Question:
What's debian's(or all other distros') default firewall?
CREdulous
2013-12-09 09:12:38 UTC
okay I googled some iptables... and hard to understand what they are talking about.
but what I am wondering is, if it has to be installed..(sudo apt-get iptables) then what's default firewall for the first place?
Four answers:
Greywolf
2013-12-09 09:42:21 UTC
The actual firewall is iptables, which is built-in in every Linux distro. However if you want to fiddle with the settings, you will need a GUI - people often recommend Firestarter as easy to use for a beginner, and it is usually already installed. If not, use Software Manager to install it.
David
2013-12-09 18:39:57 UTC
HI,



Iptables is the default firewall for distros. however you can use third party firewalls depending on your choice of distro. Similarly Squid is the proxy server for distro.If you have to do sudo apt-get then iso you are using have it explicitly removed.Hope this answers your question.



Good Luck.
adaviel
2013-12-09 19:12:15 UTC
iptables for IPv4

ip6tables for IPv6. You need both if you have both IPv4 and IPv6 running.

Those are stateful port-and-address based firewalls, not smart content-aware SSL-decoding ones.



They are both a loadable kernel module and a command-line program with some glue (start/stop/save/panic). In RedHat the module is installed by default and some default rules are created at install time. When you add programs with the installer (yum/rpm), e.g. a webserver (httpd), it punches holes in the default ruleset for you



By default anything started on your computer is trusted, and anything started remotely is not, except for the afore-mentioned holes. So all it's protecting you against is a rogue server installed by someone who hasn't got root access, like an extra webserver listening on port 9000.

It won't protect you against password-guessing on SSH, since sshd is an installed service (you should block password root logins in sshd.conf), and it won't protect you against SQL injection on a webserver since it's not smart. if you want smart, consider an IDS like Snort.



Of course you can add extra rules, like restricting services to trusted subnets or dropping annoying scanner addresses.
BigE
2013-12-09 21:43:53 UTC
I'd use shorewall. It is way more terse, and generates the iptables for you. You just have to define the zones and some rules.


This content was originally posted on Y! Answers, a Q&A website that shut down in 2021.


→ What you should do:
From the line that contains "The image size is (523, 325)." through the closing line of the entries, write out each line exactly; pictures stay out.

→ Stored data:
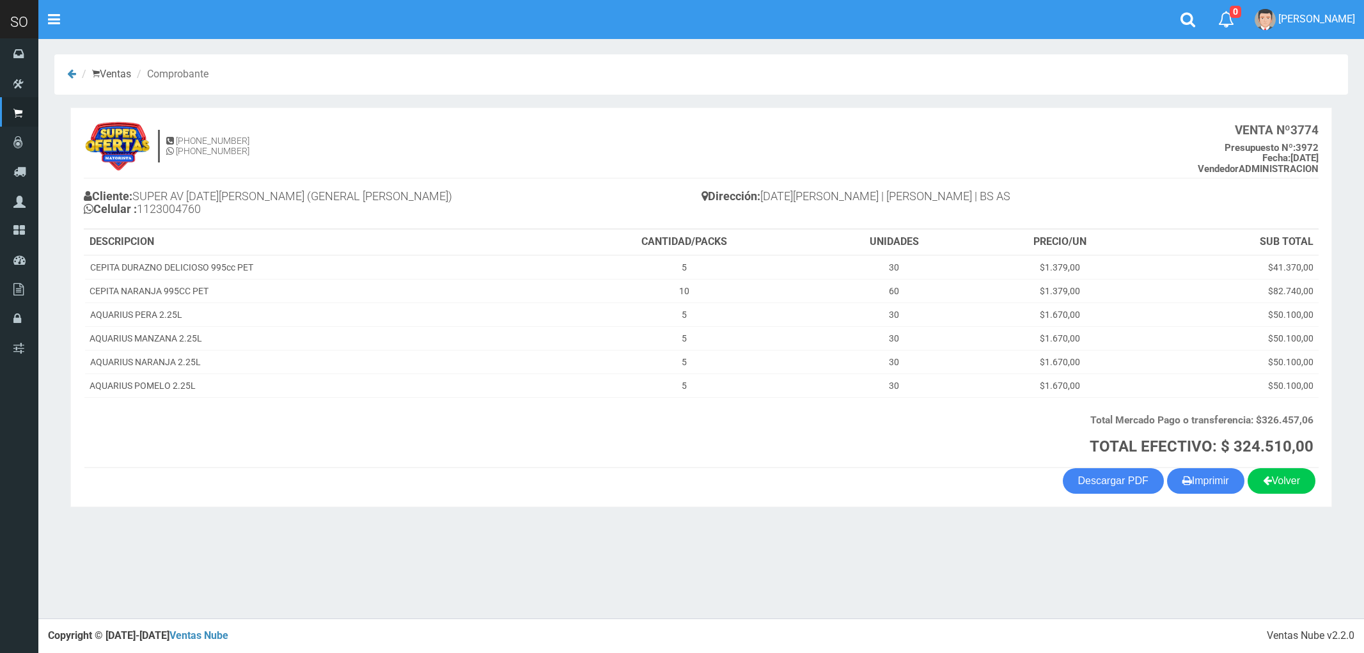 The image size is (1364, 653). What do you see at coordinates (1232, 242) in the screenshot?
I see `th: SUB TOTAL` at bounding box center [1232, 242].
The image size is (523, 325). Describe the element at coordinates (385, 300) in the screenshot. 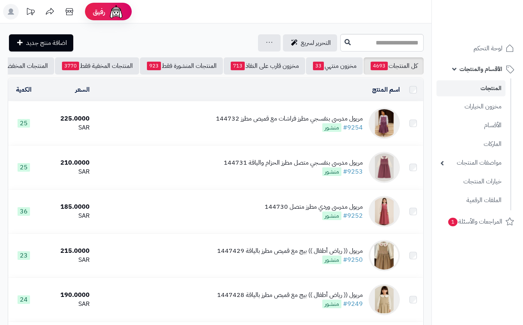

I see `img: مريول (( رياض أطفال )) بيج مع قميص مطرز بالياقة 1447428` at that location.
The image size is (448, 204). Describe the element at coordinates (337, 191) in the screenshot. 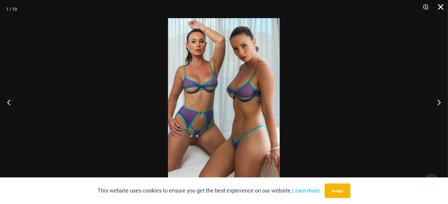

→ Completed task:
The image size is (523, 325). Describe the element at coordinates (385, 300) in the screenshot. 

I see `img: مريول (( رياض أطفال )) بيج مع قميص مطرز بالياقة 1447428` at that location.
The image size is (448, 204). Describe the element at coordinates (337, 191) in the screenshot. 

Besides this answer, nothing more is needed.